Charles tried to maintain an unamused expression but failed. The truth of her assumption actually felt funny now. "Unfortunately you aren't."
Elsie smirked in response, a clearly triumphant look about her face.
"But I don't go for the fire often," Charles added with a lopsided smile. "Sometimes I feel a bit lazy to go all the way."
Elsie smiled at his words and sighed when she remembered his question from earlier. Turning her gaze away from him and back at the road she began, "So… as a brief answer to your question. I was born and raised in a farm in Argyll. I started working early on. I was working full time by the time I was in my early twenties. Didn't get to go to university… though looking back, I would have liked to, I did quite well in school. But it wasn't an option back then."
And as she paused to take a deep breath, he observed how her eyes hinted of regret for lost chances. But it was gone in a moment as she began to speak again. "I started work, my first proper job I suppose, as a maid in one of those big manor houses. When I was in my late twenties, I shifted to London from Scotland to work in a hotel. Changed a couple of jobs and landed on the position of Head of the Housekeeping department there."
"That's impressive," Charles interjected. Somewhere in between the lines of her story, he sensed hardships that she didn't say. But in the corners of her voice, they lurked. Shadows and ghosts. And he felt, there was much more than what she said.
"Quite," Elsie said. "It was there that I picked up details about event planning and I learnt about it on the side. But it was a well-paid job and I wasn't quite in a position to leave it and take the risk of starting something new, so I stayed there for quite a long time. By the end I was quite thorough about the ins and outs of an event planning business. But you can't start something like that fresh in London. One, it's too expensive. Two, there's loads of others who are much more experienced and 'in the game' so to speak. So I shifted to Yorkshire." Elsie turned at him and smiled.
"You've carved quite a path in life, haven't you?" Charles said, clearly impressed and feeling a bit apprehensive about what he's done with his life compared to this strong-willed woman from way up in Scotland.
"You could say that," Elsie blushed and looked down at the pavement and watched their slow and almost idle footsteps. Hers a few inches ahead of his. She wasn't prepared for the tender way he looked at her. This certainly wasn't the reaction she expected from someone who moved in the circles that he did. She had expected him to be rather appalled by her working class roots. He was the manager of one of the grandest houses (better said "castles") in Yorkshire after all.
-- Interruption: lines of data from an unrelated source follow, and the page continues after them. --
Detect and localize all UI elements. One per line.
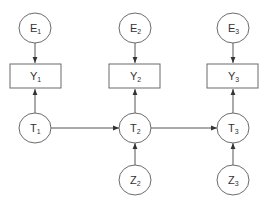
node-y1: Y1 — [10, 64, 61, 88]
node-t2: T2 — [119, 113, 151, 143]
node-z3: Z3 — [217, 165, 249, 195]
node-z2: Z2 — [119, 165, 151, 195]
edges — [35, 43, 233, 165]
causal-diagram: E1 E2 E3 Y1 Y2 Y3 T1 T2 T3 Z2 Z3 — [0, 0, 270, 198]
node-y2: Y2 — [109, 64, 160, 88]
node-t1: T1 — [19, 113, 51, 143]
node-t3: T3 — [217, 113, 249, 143]
node-e3: E3 — [217, 13, 249, 43]
node-e2: E2 — [119, 13, 151, 43]
node-y3: Y3 — [207, 64, 258, 88]
node-e1: E1 — [19, 13, 51, 43]
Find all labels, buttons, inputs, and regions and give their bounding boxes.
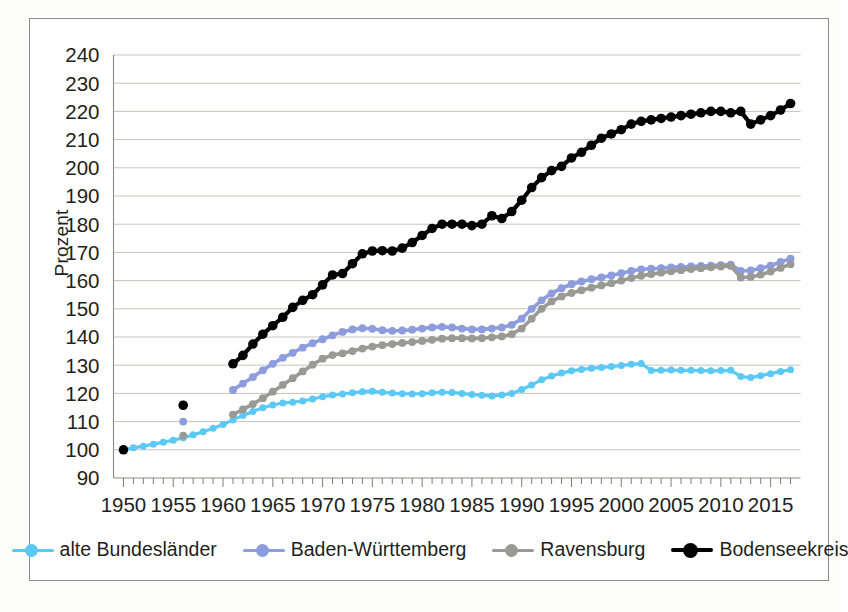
series-marker	[200, 428, 207, 435]
series-marker	[548, 372, 555, 379]
series-marker	[568, 289, 576, 297]
series-marker	[587, 140, 597, 150]
series-marker	[626, 119, 636, 129]
series-marker	[249, 408, 256, 415]
series-marker	[678, 367, 685, 374]
series-marker	[258, 329, 268, 339]
series-marker	[707, 367, 714, 374]
series-marker	[408, 338, 416, 346]
series-marker	[299, 344, 307, 352]
y-tick-label: 130	[65, 354, 99, 377]
series-marker	[757, 372, 764, 379]
series-marker	[647, 270, 655, 278]
series-marker	[447, 219, 457, 229]
series-marker	[239, 380, 247, 388]
series-marker	[319, 393, 326, 400]
series-marker	[737, 274, 745, 282]
y-tick-label: 200	[65, 156, 99, 179]
series-marker	[706, 107, 716, 117]
series-marker	[617, 269, 625, 277]
series-marker	[736, 107, 746, 117]
series-marker	[249, 373, 257, 381]
series-marker	[160, 439, 167, 446]
series-marker	[488, 392, 495, 399]
series-marker	[508, 390, 515, 397]
legend-item[interactable]: Baden-Württemberg	[243, 540, 467, 560]
series-marker	[597, 274, 605, 282]
legend-item[interactable]: Bodenseekreis	[671, 540, 848, 560]
series-marker	[359, 388, 366, 395]
y-tick-label: 120	[65, 382, 99, 405]
legend-marker-dot	[25, 544, 38, 557]
series-marker	[588, 275, 596, 283]
series-marker	[429, 389, 436, 396]
legend-item-label: Baden-Württemberg	[291, 540, 467, 560]
series-marker	[607, 279, 615, 287]
series-marker	[339, 328, 347, 336]
series-marker	[737, 373, 744, 380]
legend-marker-dot	[256, 544, 269, 557]
series-marker	[378, 341, 386, 349]
series-marker	[648, 367, 655, 374]
series-marker	[359, 324, 367, 332]
series-marker	[229, 386, 237, 394]
line-marker-icon	[671, 543, 713, 557]
series-marker	[727, 262, 735, 270]
series-marker	[767, 268, 775, 276]
series-marker	[278, 312, 288, 322]
series-marker	[707, 263, 715, 271]
series-marker	[638, 360, 645, 367]
series-marker	[627, 267, 635, 275]
series-marker	[766, 111, 776, 121]
y-tick-label: 160	[65, 269, 99, 292]
legend-item[interactable]: alte Bundesländer	[12, 540, 217, 560]
series-marker	[578, 366, 585, 373]
series-marker	[359, 345, 367, 353]
series-marker	[339, 390, 346, 397]
series-marker	[399, 390, 406, 397]
legend-item[interactable]: Ravensburg	[492, 540, 645, 560]
series-marker	[229, 411, 237, 419]
series-marker	[538, 376, 545, 383]
y-tick-label: 240	[65, 43, 99, 66]
series-marker	[668, 366, 675, 373]
series-marker	[677, 266, 685, 274]
series-marker	[458, 334, 466, 342]
x-tick-label: 1995	[549, 493, 595, 516]
series-marker	[538, 305, 546, 313]
series-marker	[309, 339, 317, 347]
series-marker	[547, 166, 557, 176]
y-tick-label: 100	[65, 438, 99, 461]
series-marker	[378, 246, 388, 256]
series-marker	[478, 325, 486, 333]
series-marker	[598, 364, 605, 371]
series-marker	[179, 432, 187, 440]
series-marker	[339, 349, 347, 357]
series-marker	[309, 361, 317, 369]
series-marker	[468, 391, 475, 398]
series-marker	[697, 367, 704, 374]
series-marker	[368, 246, 378, 256]
series-marker	[428, 324, 436, 332]
series-marker	[687, 265, 695, 273]
series-marker	[777, 264, 785, 272]
y-tick-label: 230	[65, 72, 99, 95]
legend-marker-dot	[505, 544, 518, 557]
series-marker	[369, 388, 376, 395]
series-marker	[387, 246, 397, 256]
series-marker	[238, 351, 248, 361]
series-marker	[338, 269, 348, 279]
series-marker	[716, 107, 726, 117]
series-marker	[437, 219, 447, 229]
series-marker	[179, 418, 187, 426]
series-marker	[259, 394, 267, 402]
series-marker	[349, 389, 356, 396]
series-marker	[388, 327, 396, 335]
series-marker	[228, 359, 238, 369]
series-marker	[349, 347, 357, 355]
series-marker	[746, 119, 756, 129]
series-marker	[558, 284, 566, 292]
The way he looked at her, the sheer admiration in his eyes stirred up something in her heart that she couldn't exactly lay a finger on. Along with a subtle feeling of trust.
A moment of silence ensued and Charles was the one to break it, "Why Downton though?"
"Pardon?" Elsie asked, startled by his sudden question and sounding as if she was shaken out of a deep thought. Her train of thoughts came to a sudden halt.
"Why Downton?" Charles repeated, looking down at her. He was surprised how suddenly she seemed very distant and quiet, he couldn't help but worry if his questions weren't what she had expected, whether in some way he had upset her.
"Oh," she responded, realisation finally kicking in. "Well I started off in York. Rented a small place and it was all by myself. That didn't work out well. In fact, it's fair to say that it didn't work out at all, I struggled so badly those days. That was where I met Beryl."
"Oh..." Charles was unprepared for the brutal honesty in her words. It certainly wasn't what he expected from her reserved nature. It was true that she was open and cheerful in conversation but he had also sensed how she became guarded and reserved when speaking of her life.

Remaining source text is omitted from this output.